May. 9th, 2008

deborah: the Library of Congress cataloging numbers for children's literature, technology, and library science (Default)
Clearing out old tabs, I find this great post by [livejournal.com profile] free_govt_info, "New Best. Title. Ever" really exemplifies two points which are so strange about copy-blocked PDFs. This post showcases a government publication for which the PDF was released so that the text could not be copied out or the images extracted. First of all, this copy protection was completely legally unnecessary; the PDF was of a public domain government document, so it was crippled for no reason whatsoever. And more humorously, as you can see if you look at the various ETAs in the post, the electronic limitations of the PDF don't even work! It's very easy for anyone with technical know-how to break the protections on any PDF that's readable by the user, and without violating any provisions of the DMCA, either. As long as you can view it, you can copy and print it -- but you have to know how. So this government document, public domain and owned by the citizenry, was ineffectively and unnecessarily crippled. What's up with that?

Of course, this post is only made better by the fact that the government document in question, now available as an open PDF on the FGI post, is entitled "Hills Bros. Coffee Can Chronology: Field Guide. Awesome.

Custom Text

Gnomic Utterances. These are traditional, and are set at the head of each section of the Guidebook. The reason for them is lost in the mists of History. They are culled by the Management from a mighty collection of wise sayings probably compiled by a SAGE—probably called Ka’a Orto’o—some centuries before the Tour begins. The Rule is that no Utterance has anything whatsoever to do with the section it precedes. Nor, of course, has it anything to do with Gnomes.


**Work instructions**
Copy out every line of the data exactly; do not include the images.

═══ Data section

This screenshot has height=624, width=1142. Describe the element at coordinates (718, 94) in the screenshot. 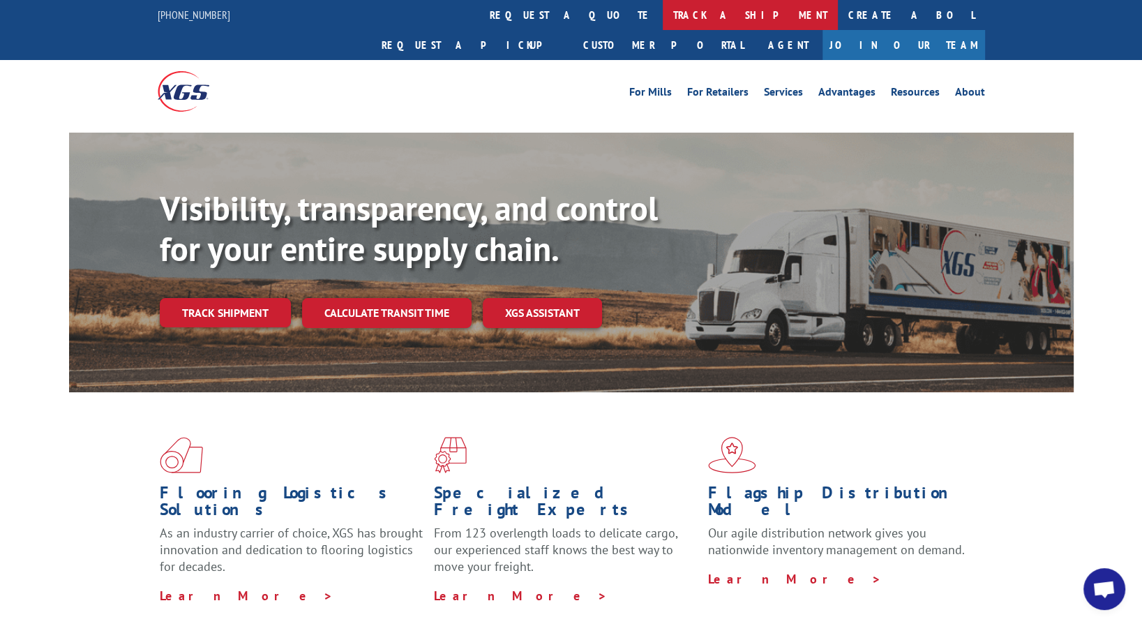

I see `a: For Retailers` at that location.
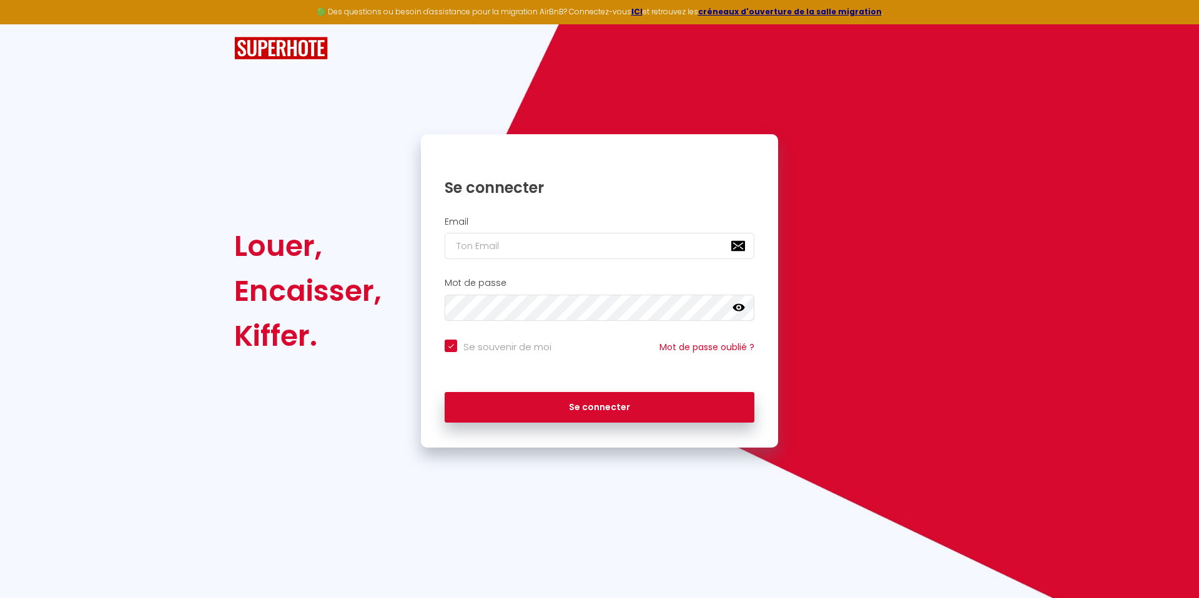 The image size is (1199, 598). I want to click on a: créneaux d'ouverture de la salle migration, so click(790, 11).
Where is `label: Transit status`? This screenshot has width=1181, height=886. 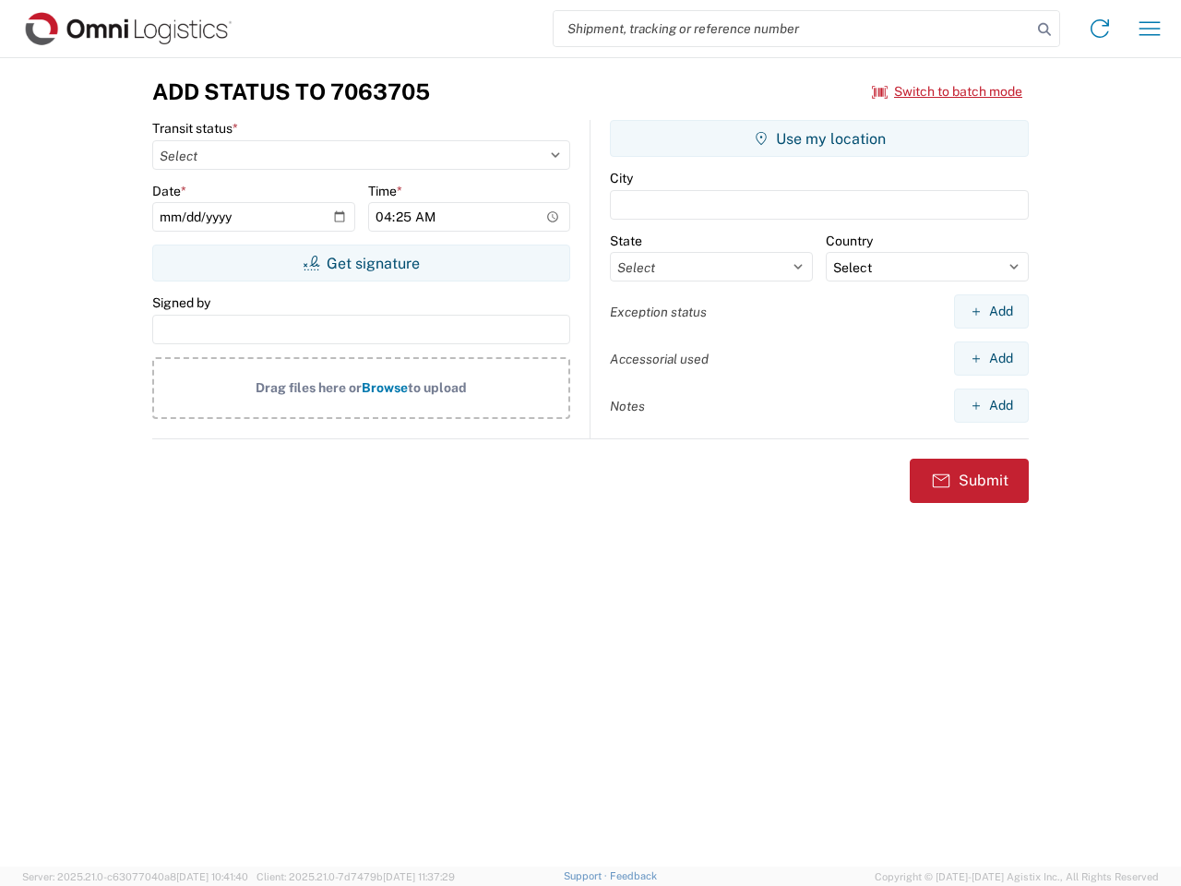
label: Transit status is located at coordinates (195, 128).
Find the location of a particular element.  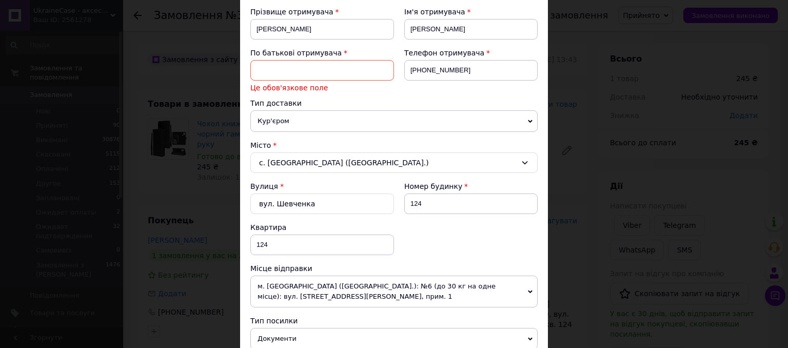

══════

**Solution**
This screenshot has height=624, width=1142. Describe the element at coordinates (718, 94) in the screenshot. 

I see `a: For Retailers` at that location.
 The image size is (1199, 598). I want to click on a: créneaux d'ouverture de la salle migration, so click(790, 11).
Where is `label: Transit status`? This screenshot has width=1181, height=886. 
label: Transit status is located at coordinates (195, 128).
Find the location of a particular element.  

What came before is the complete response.